The End of a Year, the Beginning of Another

As I huddle in my trusty dining room chair, bathed in the bluish white glow of the computer monitor, I'm stricken by how much has changed over the past few years...and yet, how much has not. As for what has changed...

Three years ago on this night, I wrote the first word of what would eventually grow into The Sword of the Patron, my first novel, which today hunts for a publisher willing to bless it with printed pages to call its own.
Like all things that start small and on a whim, my little experiment in storytelling grew and changed. What began as one novel split like a single celled organism and grew into two, when I learned I had far too much story to cram into a first-time novelist's meager pages. Two books then birthed the concept for a third, though this story remains in its infancy while I tend books one and two. Amusing, given that prior to that day in 2007, I had continually told myself I was no writer.

That novel I started three years ago has undergone multiple transformations since its inception in 2007. After all, I had never heard the phrase Point Of View, at least not in the prose sense, before I had written almost all of The Sword of the Patron. I blundered into a less flawed rendering of the story than I might have, since I wrote the story using my protagonist as the "camera"...later I would learn I had used limited third person point of view. Granted, I had mountains of errors in need of revisitation, but I'm thankful for the learning I've gained over the intervening years that have helped me recognize them. I can only imagine the days, weeks, and years to come will help me see more places I can tighten and polish. Heaven forbid I ever reach the point where I decide I have no more to learn. And praise God for people brave enough to point out when I've made a mess of things and need to fix them.
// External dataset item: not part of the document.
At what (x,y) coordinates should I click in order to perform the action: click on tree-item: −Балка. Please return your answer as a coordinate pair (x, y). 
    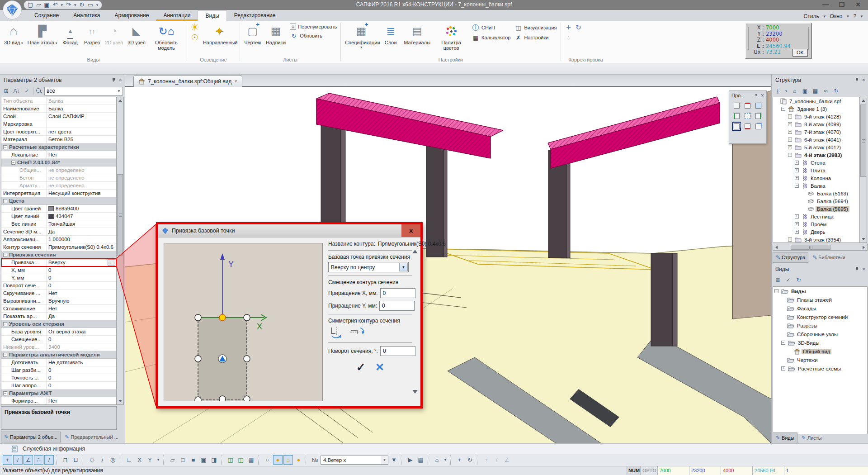
    Looking at the image, I should click on (816, 185).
An ever widening garden of writing endeavors grew from seeds planted by The Sword of the Patron. From characters mentioned in that tale and its sequel, A Voice Within, The Windrider serial took flight. I have long known who Vinyanel Ecleriast is...I believe he marched into my head in the late 90's...but his very mention in my second novel gave him breath enough to demand more screen time of his own. (He's demanding like that.) And from there, the early-history rendering of Delquessa's Lament, a novella in progress, has also taken shape.

Since my unfocused start, I've learned how very little I know and gotten a sense of just how mammoth the task of learning how to write really is. Through a couple writers' conferences,  a few contests, and a handful of rejections (some more painful than others), I've discovered more about the world of fiction than I ever thought possible. All this set into motion by taking a few blundering steps into fleshing out a character I had in my head who I thought wanted her story told in greater detail.

So, why am I recounting all this on this New Year's eve? I suppose it's because we all tend to wax nostalgic on nights like this, but it's also to encourage you...if there's a story inside you waiting to get out, don't insist it remain within only your soul, never to breath the fresh air of the world. Certainly, some will throw a few rocks at your baby. But others just might cheer and say your story has brightened their lives. You might be able to shed light upon a message only you can tell in your words, but will resonate with just the person who needs to hear it.

Here I am, three years later, in the same spot (or at least nearly) as I was that handful of New Year's eves ago. But at the same time, what a vastly different place I now sit. In a place I once restrained my inclinations, I have now found passion. Where I once feared to tread, I find irrepressible motivation. I'm looking forward to where 2011 will take me as I continue the journeys that ensue every time I sit in this chair and place my fingers upon the keyboard.

As for you...find your adventure this year and head out upon it. Without so much as even a handkerchief in your pocket. You won't regret it.